Structure-Activity Relations of Successful Pharmacologic Chaperones for Rescue of Naturally Occurring and Manufactured Mutants of the Gonadotropin-Releasing Hormone Receptor

Abstract
We expressed a test system of wild-type (WT) rat (r) and human (h) gonadotropin-releasing hormone (GnRH) receptors (GnRHRs), including naturally occurring (13) and manufactured (five) “loss-of-function” mutants of the GnRHR. These were used to assess the ability of different GnRH peptidomimetics to rescue defective GnRHR mutants and determine their effect on the level of membrane expression of the WT receptors. Among the manufactured mutants were the shortest rGnRHR C-terminal truncation mutant that resulted in receptor loss-of-function (des325–327-rGnRHR), two nonfunctional deletion mutants (des237–241-rGnRHR and des260–265-rGnRHR), two nonfunctional Cys mutants (C229A-rGnRHR and C278A-rGnRHR); the naturally occurring mutants included all 13 full-length GnRHR point mutations reported to date that result in full or partial human hypogonadotropic hypogonadism. The 10 peptidomimetics assessed as potential rescue molecules (“pharmacoperones”) are from three differing chemical pedigrees (indoles, quinolones, and erythromycin-derived macrolides) and were originally developed as GnRH peptidomimetic antagonists. These structures were selected for this study because of their predicted ability to permeate the cell membrane and interact with a defined affinity with the GnRH receptor. All peptidomimetics studied with an IC50 value (for hGnRHR) ≤2.3 nM had measurable efficacy in rescuing GnRHR mutants, and within a single chemical class, this ability correlated to these IC50 values. Erythromycin-derived macrolides with IC50 values as high as 669.5 nM showed efficacy as rescue compounds. The ability to rescue a particular receptor was a reasonable predictor of the ability to rescue others, even across species lines, although particular mutants could not be rescued by any of the drugs tested.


Task
Please copy every line of the data in which the string "here" appears.

[Stored dataset items]
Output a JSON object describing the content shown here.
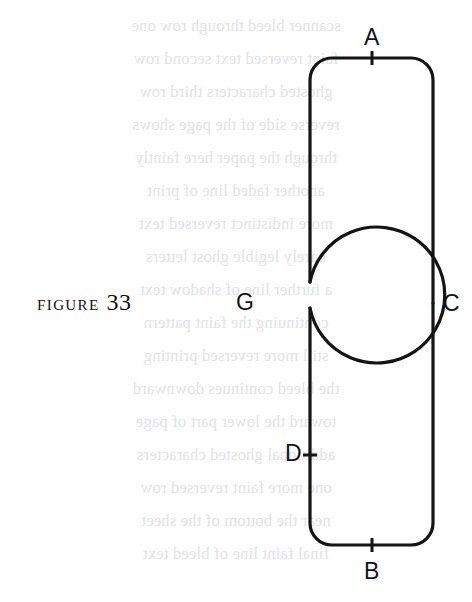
{
  "page": {
    "width": 472,
    "height": 602,
    "background_color": "#fefefe",
    "ink_color": "#141414"
  },
  "caption": {
    "word": "FIGURE",
    "number": "33"
  },
  "figure": {
    "name": "figure-33-loop-and-track-diagram",
    "stroke_color": "#141414",
    "stroke_width": 3.2,
    "fill": "none",
    "track": {
      "name": "rounded-track",
      "left": 310,
      "right": 433,
      "top": 58,
      "bottom": 545,
      "corner_radius": 22,
      "left_gap_top": 282,
      "left_gap_bottom": 308
    },
    "loop": {
      "name": "circular-loop",
      "center_x": 245,
      "center_y": 303,
      "radius": 68
    }
  },
  "labels": [
    {
      "id": "A",
      "text": "A",
      "x": 364,
      "y": 26,
      "name": "point-label-a"
    },
    {
      "id": "C",
      "text": "C",
      "x": 443,
      "y": 292,
      "name": "point-label-c"
    },
    {
      "id": "G",
      "text": "G",
      "x": 236,
      "y": 291,
      "name": "point-label-g"
    },
    {
      "id": "D",
      "text": "D",
      "x": 285,
      "y": 442,
      "name": "point-label-d"
    },
    {
      "id": "B",
      "text": "B",
      "x": 364,
      "y": 560,
      "name": "point-label-b"
    }
  ],
  "tick_marks": [
    {
      "id": "A",
      "x": 372,
      "y": 58,
      "orientation": "vertical",
      "length": 13
    },
    {
      "id": "D",
      "x": 310,
      "y": 455,
      "orientation": "horizontal",
      "length": 13
    },
    {
      "id": "B",
      "x": 372,
      "y": 545,
      "orientation": "vertical",
      "length": 13
    }
  ],
  "bleed_through_lines": [
    "scanner bleed through row one",
    "faint reversed text second row",
    "ghosted characters third row",
    "reverse side of the page shows",
    "through the paper here faintly",
    "another faded line of print",
    "more indistinct reversed text",
    "barely legible ghost letters",
    "a further line of shadow text",
    "continuing the faint pattern",
    "still more reversed printing",
    "the bleed continues downward",
    "toward the lower part of page",
    "additional ghosted characters",
    "one more faint reversed row",
    "near the bottom of the sheet",
    "final faint line of bleed text"
  ]
}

Answer for the task
Output a JSON object describing the content shown here.
    "through the paper here faintly",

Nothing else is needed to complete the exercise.